NORAH VINCENT was an American writer who was born on this date (d: 2022); Vincent was a weekly columnist for the Los Angeles Times and a quarterly columnist on politics and culture for the national gay and lesbian news magazine The Advocate. She was a columnist for The Village Voice and Salon.com. Her writing appeared in The New Republic, The New York Times, New York Post, The Washington Post and other periodicals. She gained particular attention in 2006 for her book, Self-Made Man, detailing her experiences when she lived as a man for eighteen months.
Her book Self-Made Man (2006) retells an eighteen-month experiment in the early 2000s in which she disguised herself as a man. This was compared to previous undercover journalism such as Black Like Me. Vincent was interviewed by Juju Chang on the ABC News program 20/20 and talked about the experience in HARDtalk extra on BBC in April 2006, where she described her experiences in male-male and male-female relationships. She joined an all-male bowling club, joined a men’s therapy group, went to a strip club, dated women, and used her knowledge as a lapsed Catholic to visit monks in a monastery.
Vincent wrote that the only time she has ever been considered excessively feminine was during her stint as a man. Her alter ego, Ned, was assumed to be gay on several occasions. Features which had been perceived as butch when she presented as a woman were perceived as oddly effeminate when she presented as a man. Vincent asserted that, since the experiment, she had more fully realized the benefits of being female and the disadvantages of being male, stating, “I really like being a woman. … I like it more now because I think it’s more of a privilege.”
Vincent also stated that she had gained more sympathy and understanding for men and the male condition: “Men are suffering. They have different problems than women have but they don’t have it better. They need our sympathy, they need our love, and they need each other more than anything else. They need to be together.”
Vincent later wrote two novels: Thy Neighbor (2012), described by The New York Times as “a dark, comic thriller”, and Adeline (2015), which imagines the life of Virginia Woolf from when she wrote To the Lighthouse until her suicide in 1941.
Vincent, a lesbian, was briefly married to Kristen Erickson, but soon divorced. Ms. Vincent is survived by her mother and her brothers, Alex and Edward. From 2000 to 2008, her domestic partner was Lisa McNulty, a theater producer and artistic director.
Vincent was described as a libertarian who was critical of postmodernism and multiculturalism. She did not believe that transgender people were the sex they identified as, leading her to be accused of bigotry. In an article for The Village Voice, she wrote: “[Transsexuality] signifies the death of the self, the soul, that good old-fashioned indubitable ‘I’ so beloved of Descartes, whose great adage ‘I think, therefore I am’ has become an ontological joke on the order of ‘I tinker, and there I am.'”
In Voluntary Madness, Vincent details her decade-long history with treatment-resistant depression, saying: “…my brain was never quite the same after I zapped it with that first course of SSRIs.” The mental strain of maintaining a false identity during the making of Self-Made Man ultimately caused a depressive breakdown, leading Vincent to admit herself to a locked psychiatric facility.
Vincent died via assisted suicide at a clinic in Switzerland on July 6, 2022, aged 53. Her death was not reported until August 2022.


#### WHAT IS REQUIRED:
Write out the whole listing without a single alteration.

+--

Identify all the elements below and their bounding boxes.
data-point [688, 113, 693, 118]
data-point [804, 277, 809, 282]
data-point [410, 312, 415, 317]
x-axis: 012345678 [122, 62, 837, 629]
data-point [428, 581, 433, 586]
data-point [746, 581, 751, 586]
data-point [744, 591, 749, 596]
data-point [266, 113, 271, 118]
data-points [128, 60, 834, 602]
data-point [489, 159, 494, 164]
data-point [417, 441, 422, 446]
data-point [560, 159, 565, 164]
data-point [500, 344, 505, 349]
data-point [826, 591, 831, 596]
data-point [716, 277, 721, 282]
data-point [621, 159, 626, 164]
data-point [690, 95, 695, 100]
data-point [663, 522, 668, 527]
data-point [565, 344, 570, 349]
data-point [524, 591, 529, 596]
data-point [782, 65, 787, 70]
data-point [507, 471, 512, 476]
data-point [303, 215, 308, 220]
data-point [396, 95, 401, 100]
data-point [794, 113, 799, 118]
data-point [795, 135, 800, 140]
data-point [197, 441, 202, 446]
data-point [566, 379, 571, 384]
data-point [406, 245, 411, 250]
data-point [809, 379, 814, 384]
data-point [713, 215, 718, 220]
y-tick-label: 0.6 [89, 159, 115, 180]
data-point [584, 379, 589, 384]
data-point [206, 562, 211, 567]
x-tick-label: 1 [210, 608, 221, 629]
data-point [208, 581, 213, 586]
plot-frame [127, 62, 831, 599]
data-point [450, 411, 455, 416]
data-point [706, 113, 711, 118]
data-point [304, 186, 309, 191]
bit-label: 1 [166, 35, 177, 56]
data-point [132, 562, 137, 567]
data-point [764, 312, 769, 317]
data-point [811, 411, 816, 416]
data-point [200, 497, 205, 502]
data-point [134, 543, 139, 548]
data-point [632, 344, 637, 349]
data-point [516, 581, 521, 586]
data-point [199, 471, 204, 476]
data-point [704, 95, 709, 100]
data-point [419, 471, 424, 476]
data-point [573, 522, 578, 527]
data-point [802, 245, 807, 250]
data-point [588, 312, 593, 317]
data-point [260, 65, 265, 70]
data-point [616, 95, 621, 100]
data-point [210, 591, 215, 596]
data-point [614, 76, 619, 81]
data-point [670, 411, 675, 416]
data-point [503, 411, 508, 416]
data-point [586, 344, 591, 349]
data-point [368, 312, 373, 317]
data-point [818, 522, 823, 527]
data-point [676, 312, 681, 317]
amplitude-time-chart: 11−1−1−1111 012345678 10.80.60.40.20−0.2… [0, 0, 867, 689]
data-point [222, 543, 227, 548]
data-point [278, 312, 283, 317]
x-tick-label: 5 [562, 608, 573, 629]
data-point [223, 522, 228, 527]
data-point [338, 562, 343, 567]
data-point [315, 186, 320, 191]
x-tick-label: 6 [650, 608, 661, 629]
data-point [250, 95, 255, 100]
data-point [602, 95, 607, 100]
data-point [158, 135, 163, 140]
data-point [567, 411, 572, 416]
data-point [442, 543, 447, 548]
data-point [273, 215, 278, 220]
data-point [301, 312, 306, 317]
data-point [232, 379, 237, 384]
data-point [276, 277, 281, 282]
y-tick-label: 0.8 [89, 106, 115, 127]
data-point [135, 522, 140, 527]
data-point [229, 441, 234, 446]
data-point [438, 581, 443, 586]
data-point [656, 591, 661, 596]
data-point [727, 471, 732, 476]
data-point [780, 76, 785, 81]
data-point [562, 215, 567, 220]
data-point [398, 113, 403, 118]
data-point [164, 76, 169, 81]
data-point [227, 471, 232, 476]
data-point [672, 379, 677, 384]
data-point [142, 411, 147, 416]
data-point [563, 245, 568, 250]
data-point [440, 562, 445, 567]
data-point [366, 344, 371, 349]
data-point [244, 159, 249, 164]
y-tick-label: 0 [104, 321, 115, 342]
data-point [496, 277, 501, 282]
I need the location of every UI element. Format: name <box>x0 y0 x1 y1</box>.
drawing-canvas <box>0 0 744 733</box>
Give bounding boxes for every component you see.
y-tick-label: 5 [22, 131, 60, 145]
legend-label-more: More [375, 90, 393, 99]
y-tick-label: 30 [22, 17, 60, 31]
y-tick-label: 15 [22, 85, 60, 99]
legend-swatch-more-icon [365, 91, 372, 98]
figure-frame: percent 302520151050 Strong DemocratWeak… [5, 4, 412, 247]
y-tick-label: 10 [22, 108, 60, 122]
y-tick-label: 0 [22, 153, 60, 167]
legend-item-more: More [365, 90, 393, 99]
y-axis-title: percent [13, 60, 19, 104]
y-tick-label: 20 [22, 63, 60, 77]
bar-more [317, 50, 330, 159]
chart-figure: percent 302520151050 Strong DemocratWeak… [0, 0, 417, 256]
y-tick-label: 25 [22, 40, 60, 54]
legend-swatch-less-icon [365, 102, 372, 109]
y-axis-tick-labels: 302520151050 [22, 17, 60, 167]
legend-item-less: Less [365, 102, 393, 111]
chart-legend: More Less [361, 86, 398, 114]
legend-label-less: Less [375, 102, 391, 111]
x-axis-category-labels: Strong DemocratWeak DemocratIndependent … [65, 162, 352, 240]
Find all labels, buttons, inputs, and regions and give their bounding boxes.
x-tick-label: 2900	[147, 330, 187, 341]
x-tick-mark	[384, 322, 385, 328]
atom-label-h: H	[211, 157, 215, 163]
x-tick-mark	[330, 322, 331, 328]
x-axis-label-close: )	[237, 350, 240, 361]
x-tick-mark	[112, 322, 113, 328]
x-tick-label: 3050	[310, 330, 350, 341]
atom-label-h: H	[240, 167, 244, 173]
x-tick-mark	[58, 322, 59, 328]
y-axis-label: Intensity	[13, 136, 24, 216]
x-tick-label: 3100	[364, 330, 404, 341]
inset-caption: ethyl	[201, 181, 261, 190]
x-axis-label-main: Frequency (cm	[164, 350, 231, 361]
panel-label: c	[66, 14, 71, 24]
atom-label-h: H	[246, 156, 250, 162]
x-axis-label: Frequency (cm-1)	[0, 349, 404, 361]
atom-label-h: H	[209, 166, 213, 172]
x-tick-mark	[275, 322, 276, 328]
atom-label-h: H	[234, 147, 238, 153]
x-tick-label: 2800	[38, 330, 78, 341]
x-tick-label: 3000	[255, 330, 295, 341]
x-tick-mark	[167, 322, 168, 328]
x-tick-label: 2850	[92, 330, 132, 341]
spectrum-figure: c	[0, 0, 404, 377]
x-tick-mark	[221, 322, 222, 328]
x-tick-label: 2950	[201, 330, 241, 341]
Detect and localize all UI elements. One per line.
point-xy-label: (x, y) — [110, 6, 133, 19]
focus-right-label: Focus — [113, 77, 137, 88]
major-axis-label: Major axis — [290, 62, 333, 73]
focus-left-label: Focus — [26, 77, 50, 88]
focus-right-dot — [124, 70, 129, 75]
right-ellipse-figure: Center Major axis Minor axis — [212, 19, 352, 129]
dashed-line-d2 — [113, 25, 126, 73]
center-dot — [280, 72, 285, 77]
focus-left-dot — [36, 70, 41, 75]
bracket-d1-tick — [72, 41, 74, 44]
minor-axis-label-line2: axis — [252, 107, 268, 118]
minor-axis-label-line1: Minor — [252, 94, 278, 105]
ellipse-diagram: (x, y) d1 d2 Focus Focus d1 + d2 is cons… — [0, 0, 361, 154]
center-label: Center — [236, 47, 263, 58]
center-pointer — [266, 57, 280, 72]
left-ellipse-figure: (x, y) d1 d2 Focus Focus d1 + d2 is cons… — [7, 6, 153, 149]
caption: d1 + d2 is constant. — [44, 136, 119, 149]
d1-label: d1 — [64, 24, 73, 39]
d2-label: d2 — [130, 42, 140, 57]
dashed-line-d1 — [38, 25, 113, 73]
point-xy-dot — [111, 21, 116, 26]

+--

#### RESPONSE TO THE EXERCISE:
Identify all the elements below and their bounding boxes.
data-point [688, 113, 693, 118]
data-point [804, 277, 809, 282]
data-point [410, 312, 415, 317]
x-axis: 012345678 [122, 62, 837, 629]
data-point [428, 581, 433, 586]
data-point [746, 581, 751, 586]
data-point [744, 591, 749, 596]
data-point [266, 113, 271, 118]
data-points [128, 60, 834, 602]
data-point [489, 159, 494, 164]
data-point [417, 441, 422, 446]
data-point [560, 159, 565, 164]
data-point [500, 344, 505, 349]
data-point [826, 591, 831, 596]
data-point [716, 277, 721, 282]
data-point [621, 159, 626, 164]
data-point [690, 95, 695, 100]
data-point [663, 522, 668, 527]
data-point [565, 344, 570, 349]
data-point [524, 591, 529, 596]
data-point [782, 65, 787, 70]
data-point [507, 471, 512, 476]
data-point [303, 215, 308, 220]
data-point [396, 95, 401, 100]
data-point [794, 113, 799, 118]
data-point [795, 135, 800, 140]
data-point [197, 441, 202, 446]
data-point [566, 379, 571, 384]
data-point [406, 245, 411, 250]
data-point [809, 379, 814, 384]
data-point [713, 215, 718, 220]
y-tick-label: 0.6 [89, 159, 115, 180]
data-point [584, 379, 589, 384]
data-point [206, 562, 211, 567]
x-tick-label: 1 [210, 608, 221, 629]
data-point [208, 581, 213, 586]
plot-frame [127, 62, 831, 599]
data-point [450, 411, 455, 416]
data-point [706, 113, 711, 118]
data-point [304, 186, 309, 191]
bit-label: 1 [166, 35, 177, 56]
data-point [132, 562, 137, 567]
data-point [764, 312, 769, 317]
data-point [811, 411, 816, 416]
data-point [200, 497, 205, 502]
data-point [134, 543, 139, 548]
data-point [632, 344, 637, 349]
data-point [516, 581, 521, 586]
data-point [199, 471, 204, 476]
data-point [704, 95, 709, 100]
data-point [419, 471, 424, 476]
data-point [573, 522, 578, 527]
data-point [802, 245, 807, 250]
data-point [588, 312, 593, 317]
data-point [260, 65, 265, 70]
data-point [616, 95, 621, 100]
data-point [210, 591, 215, 596]
data-point [614, 76, 619, 81]
data-point [670, 411, 675, 416]
data-point [503, 411, 508, 416]
data-point [586, 344, 591, 349]
data-point [368, 312, 373, 317]
data-point [818, 522, 823, 527]
data-point [676, 312, 681, 317]
amplitude-time-chart: 11−1−1−1111 012345678 10.80.60.40.20−0.2… [0, 0, 867, 689]
data-point [222, 543, 227, 548]
data-point [278, 312, 283, 317]
x-tick-label: 5 [562, 608, 573, 629]
data-point [223, 522, 228, 527]
data-point [338, 562, 343, 567]
data-point [315, 186, 320, 191]
x-tick-label: 6 [650, 608, 661, 629]
data-point [250, 95, 255, 100]
data-point [602, 95, 607, 100]
data-point [158, 135, 163, 140]
data-point [567, 411, 572, 416]
data-point [442, 543, 447, 548]
data-point [273, 215, 278, 220]
data-point [301, 312, 306, 317]
data-point [232, 379, 237, 384]
data-point [276, 277, 281, 282]
y-tick-label: 0.8 [89, 106, 115, 127]
data-point [135, 522, 140, 527]
data-point [229, 441, 234, 446]
data-point [438, 581, 443, 586]
data-point [656, 591, 661, 596]
data-point [727, 471, 732, 476]
data-point [780, 76, 785, 81]
data-point [562, 215, 567, 220]
data-point [398, 113, 403, 118]
data-point [164, 76, 169, 81]
data-point [227, 471, 232, 476]
data-point [672, 379, 677, 384]
data-point [142, 411, 147, 416]
data-point [563, 245, 568, 250]
data-point [440, 562, 445, 567]
data-point [366, 344, 371, 349]
data-point [244, 159, 249, 164]
y-tick-label: 0 [104, 321, 115, 342]
data-point [496, 277, 501, 282]
I need the location of every UI element. Format: name <box>x0 y0 x1 y1</box>.
drawing-canvas <box>0 0 744 733</box>
Give bounding boxes for every component you see.
y-tick-label: 5 [22, 131, 60, 145]
legend-label-more: More [375, 90, 393, 99]
y-tick-label: 30 [22, 17, 60, 31]
y-tick-label: 15 [22, 85, 60, 99]
legend-swatch-more-icon [365, 91, 372, 98]
figure-frame: percent 302520151050 Strong DemocratWeak… [5, 4, 412, 247]
y-tick-label: 10 [22, 108, 60, 122]
y-tick-label: 0 [22, 153, 60, 167]
legend-item-more: More [365, 90, 393, 99]
y-axis-title: percent [13, 60, 19, 104]
y-tick-label: 20 [22, 63, 60, 77]
bar-more [317, 50, 330, 159]
chart-figure: percent 302520151050 Strong DemocratWeak… [0, 0, 417, 256]
y-tick-label: 25 [22, 40, 60, 54]
legend-swatch-less-icon [365, 102, 372, 109]
y-axis-tick-labels: 302520151050 [22, 17, 60, 167]
legend-item-less: Less [365, 102, 393, 111]
chart-legend: More Less [361, 86, 398, 114]
legend-label-less: Less [375, 102, 391, 111]
x-axis-category-labels: Strong DemocratWeak DemocratIndependent … [65, 162, 352, 240]
Find all labels, buttons, inputs, and regions and give their bounding boxes.
x-tick-label: 2900	[147, 330, 187, 341]
x-tick-mark	[384, 322, 385, 328]
atom-label-h: H	[211, 157, 215, 163]
x-tick-mark	[330, 322, 331, 328]
x-axis-label-close: )	[237, 350, 240, 361]
x-tick-mark	[112, 322, 113, 328]
x-tick-label: 3050	[310, 330, 350, 341]
atom-label-h: H	[240, 167, 244, 173]
x-tick-mark	[58, 322, 59, 328]
y-axis-label: Intensity	[13, 136, 24, 216]
x-tick-label: 3100	[364, 330, 404, 341]
inset-caption: ethyl	[201, 181, 261, 190]
x-axis-label-main: Frequency (cm	[164, 350, 231, 361]
panel-label: c	[66, 14, 71, 24]
atom-label-h: H	[246, 156, 250, 162]
x-axis-label: Frequency (cm-1)	[0, 349, 404, 361]
atom-label-h: H	[209, 166, 213, 172]
x-tick-mark	[275, 322, 276, 328]
atom-label-h: H	[234, 147, 238, 153]
x-tick-label: 2800	[38, 330, 78, 341]
x-tick-label: 3000	[255, 330, 295, 341]
x-tick-mark	[167, 322, 168, 328]
x-tick-label: 2850	[92, 330, 132, 341]
spectrum-figure: c	[0, 0, 404, 377]
x-tick-mark	[221, 322, 222, 328]
x-tick-label: 2950	[201, 330, 241, 341]
Detect and localize all UI elements. One per line.
point-xy-label: (x, y) — [110, 6, 133, 19]
focus-right-label: Focus — [113, 77, 137, 88]
major-axis-label: Major axis — [290, 62, 333, 73]
focus-left-label: Focus — [26, 77, 50, 88]
focus-right-dot — [124, 70, 129, 75]
right-ellipse-figure: Center Major axis Minor axis — [212, 19, 352, 129]
dashed-line-d2 — [113, 25, 126, 73]
center-dot — [280, 72, 285, 77]
focus-left-dot — [36, 70, 41, 75]
bracket-d1-tick — [72, 41, 74, 44]
minor-axis-label-line2: axis — [252, 107, 268, 118]
minor-axis-label-line1: Minor — [252, 94, 278, 105]
ellipse-diagram: (x, y) d1 d2 Focus Focus d1 + d2 is cons… — [0, 0, 361, 154]
center-label: Center — [236, 47, 263, 58]
center-pointer — [266, 57, 280, 72]
left-ellipse-figure: (x, y) d1 d2 Focus Focus d1 + d2 is cons… — [7, 6, 153, 149]
caption: d1 + d2 is constant. — [44, 136, 119, 149]
d1-label: d1 — [64, 24, 73, 39]
d2-label: d2 — [130, 42, 140, 57]
dashed-line-d1 — [38, 25, 113, 73]
point-xy-dot — [111, 21, 116, 26]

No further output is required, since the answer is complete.